Be warned, ESG (environmental, social and governance) standards for corporations are being developed as we speak. They are being worked on internationally and created out of thin air. The DOJ and our government will beat us all – organizations and individuals – into submission with this.

Turns a Blind Eye to Real Environmental Degradation by Wind and Solar Farms

I am assuming the penalty for killing a tree will be harsher then the penalties for robbery and assault by Dem AGs. So will hunting and fishing be listed as crimes against the environment. Things just keep getting more and more weird. I hope the silent majority is paying attention and votes like their life depends on it this November.

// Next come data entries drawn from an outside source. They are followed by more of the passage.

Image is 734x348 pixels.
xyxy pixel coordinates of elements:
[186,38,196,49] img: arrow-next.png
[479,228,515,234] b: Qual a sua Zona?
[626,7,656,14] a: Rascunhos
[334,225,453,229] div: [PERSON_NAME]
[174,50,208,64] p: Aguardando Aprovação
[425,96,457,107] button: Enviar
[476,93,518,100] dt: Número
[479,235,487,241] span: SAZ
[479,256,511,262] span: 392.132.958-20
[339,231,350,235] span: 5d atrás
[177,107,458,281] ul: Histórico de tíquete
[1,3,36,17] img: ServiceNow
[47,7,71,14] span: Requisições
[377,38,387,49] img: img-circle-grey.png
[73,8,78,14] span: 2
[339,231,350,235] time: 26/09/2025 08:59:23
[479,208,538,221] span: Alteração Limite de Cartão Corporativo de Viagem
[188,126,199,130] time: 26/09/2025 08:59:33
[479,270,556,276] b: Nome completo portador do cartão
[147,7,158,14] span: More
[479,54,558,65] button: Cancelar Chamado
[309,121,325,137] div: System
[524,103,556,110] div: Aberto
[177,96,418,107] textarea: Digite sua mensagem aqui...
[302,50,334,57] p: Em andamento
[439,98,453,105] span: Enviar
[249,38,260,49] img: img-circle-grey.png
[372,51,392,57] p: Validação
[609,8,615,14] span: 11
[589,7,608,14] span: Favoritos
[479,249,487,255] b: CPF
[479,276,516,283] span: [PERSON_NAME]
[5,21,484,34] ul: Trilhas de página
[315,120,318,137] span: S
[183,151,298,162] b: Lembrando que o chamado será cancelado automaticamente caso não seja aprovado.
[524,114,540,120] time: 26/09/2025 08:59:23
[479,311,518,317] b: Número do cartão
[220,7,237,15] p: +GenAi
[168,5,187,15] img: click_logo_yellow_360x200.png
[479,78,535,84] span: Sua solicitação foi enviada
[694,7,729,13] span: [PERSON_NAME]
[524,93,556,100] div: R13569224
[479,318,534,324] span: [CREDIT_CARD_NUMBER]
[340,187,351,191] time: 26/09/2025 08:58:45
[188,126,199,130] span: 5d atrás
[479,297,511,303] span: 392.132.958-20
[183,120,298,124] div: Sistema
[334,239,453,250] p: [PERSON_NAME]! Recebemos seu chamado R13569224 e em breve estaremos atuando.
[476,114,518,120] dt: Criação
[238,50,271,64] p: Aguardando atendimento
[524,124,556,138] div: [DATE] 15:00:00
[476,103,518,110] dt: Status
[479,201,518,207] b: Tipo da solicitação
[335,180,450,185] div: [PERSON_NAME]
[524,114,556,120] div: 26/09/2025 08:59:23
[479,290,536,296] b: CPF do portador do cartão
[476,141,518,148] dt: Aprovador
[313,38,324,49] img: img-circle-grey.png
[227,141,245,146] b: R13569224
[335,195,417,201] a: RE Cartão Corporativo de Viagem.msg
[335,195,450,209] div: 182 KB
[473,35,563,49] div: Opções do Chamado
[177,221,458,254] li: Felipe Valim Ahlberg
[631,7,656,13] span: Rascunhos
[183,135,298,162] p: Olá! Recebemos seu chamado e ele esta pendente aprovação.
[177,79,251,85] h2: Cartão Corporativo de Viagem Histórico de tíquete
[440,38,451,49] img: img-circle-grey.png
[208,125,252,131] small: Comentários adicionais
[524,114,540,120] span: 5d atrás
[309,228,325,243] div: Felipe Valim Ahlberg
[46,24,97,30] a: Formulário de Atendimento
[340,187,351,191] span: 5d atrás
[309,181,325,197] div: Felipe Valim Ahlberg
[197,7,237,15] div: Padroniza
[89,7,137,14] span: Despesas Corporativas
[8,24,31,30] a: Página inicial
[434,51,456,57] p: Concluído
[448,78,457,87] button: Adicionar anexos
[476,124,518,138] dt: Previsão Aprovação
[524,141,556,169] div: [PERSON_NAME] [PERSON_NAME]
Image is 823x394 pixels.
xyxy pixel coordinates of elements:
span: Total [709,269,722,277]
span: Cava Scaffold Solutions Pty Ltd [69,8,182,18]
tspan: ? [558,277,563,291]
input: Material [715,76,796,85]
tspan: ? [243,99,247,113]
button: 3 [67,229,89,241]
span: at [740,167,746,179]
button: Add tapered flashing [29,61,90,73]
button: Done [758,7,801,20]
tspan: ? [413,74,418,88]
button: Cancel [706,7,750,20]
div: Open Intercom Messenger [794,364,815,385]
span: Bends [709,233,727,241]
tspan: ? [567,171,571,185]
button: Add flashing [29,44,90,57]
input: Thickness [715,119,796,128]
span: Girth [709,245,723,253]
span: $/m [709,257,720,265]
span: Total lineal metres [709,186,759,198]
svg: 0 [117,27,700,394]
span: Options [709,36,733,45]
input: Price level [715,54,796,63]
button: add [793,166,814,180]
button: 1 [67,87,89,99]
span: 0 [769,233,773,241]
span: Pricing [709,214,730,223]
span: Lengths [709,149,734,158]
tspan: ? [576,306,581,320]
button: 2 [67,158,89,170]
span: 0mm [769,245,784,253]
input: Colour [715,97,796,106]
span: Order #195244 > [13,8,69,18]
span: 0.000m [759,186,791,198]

Even if wind power curbs CO2 emissions, wind installations injure, maim, and kill hundreds of thousands of birds each year in clear violation of federal law. Any marginal reduction in emissions comes at the expense of protected bird species, including bald and golden eagles

To put this in perspective, powering the entire nation with wind and solar would require over 42 million acres — 18 times the size of Yellowstone National Park! This is at least 10 times the land footprint of our current energy system. The environmental destruction this effort would cause cannot be overstated.

But wait, there’s more! Both wind and solar generation also require massive amounts of elements like lithium, cobalt, and neodymium that are difficult and environmentally hazardous to mine. The tales of rare earth mines leaving behind lakes of toxic sludge in China and children as young as four mining cobalt in the Congo are chilling.

Unfortunately, most wind turbines and solar panels are expected to last only 20 to 30 years, and recycling them is still prohibitively expensive. A recent study estimates a whopping 8 million tons of solar panels will be sent to landfills by 2030, ballooning to 80 million tons by 2050. If renewable energy use grows at the projected scale, solar panels alone will represent 10% of global electronic waste — potentially leaching toxic chemicals all the while.

Another Excuse to Expand Governmental Social Control and Bureaucracy

This new office is nothing but wasting more money of the taxpayer. It appears Biden is creating more government jobs for his democrat friends.

But the real danger of an “environmental justice” office is, as with anything having to do with the enforcement of environmental laws, the government’s tendency to wildly overregulate with no means for private citizens or companies to correct the overreach.  It won’t be long before we’re writing about some OEJ idiocy that demonstrates why fanatics and ideologues should never be put in any position where they can exercise power.

With an Office for Environmental Justice, we are one step closer to a chinese-style social credit system. This is worse the the Ministry Of Truth down the street at Homeland Security because they can sue. 

4 comments

  1. rogercaiazza · May 9, 2022

    Well said. “they’ll give more money to low income areas, for what exactly, will never be explained” is without question the reason for all this

    Like

  2. Pingback: DOJ Office of Environmental Justice: What’s Wrong? – Climate- Science.press
  3. HiFast · May 9, 2022

    Reblogged this on Climate Collections.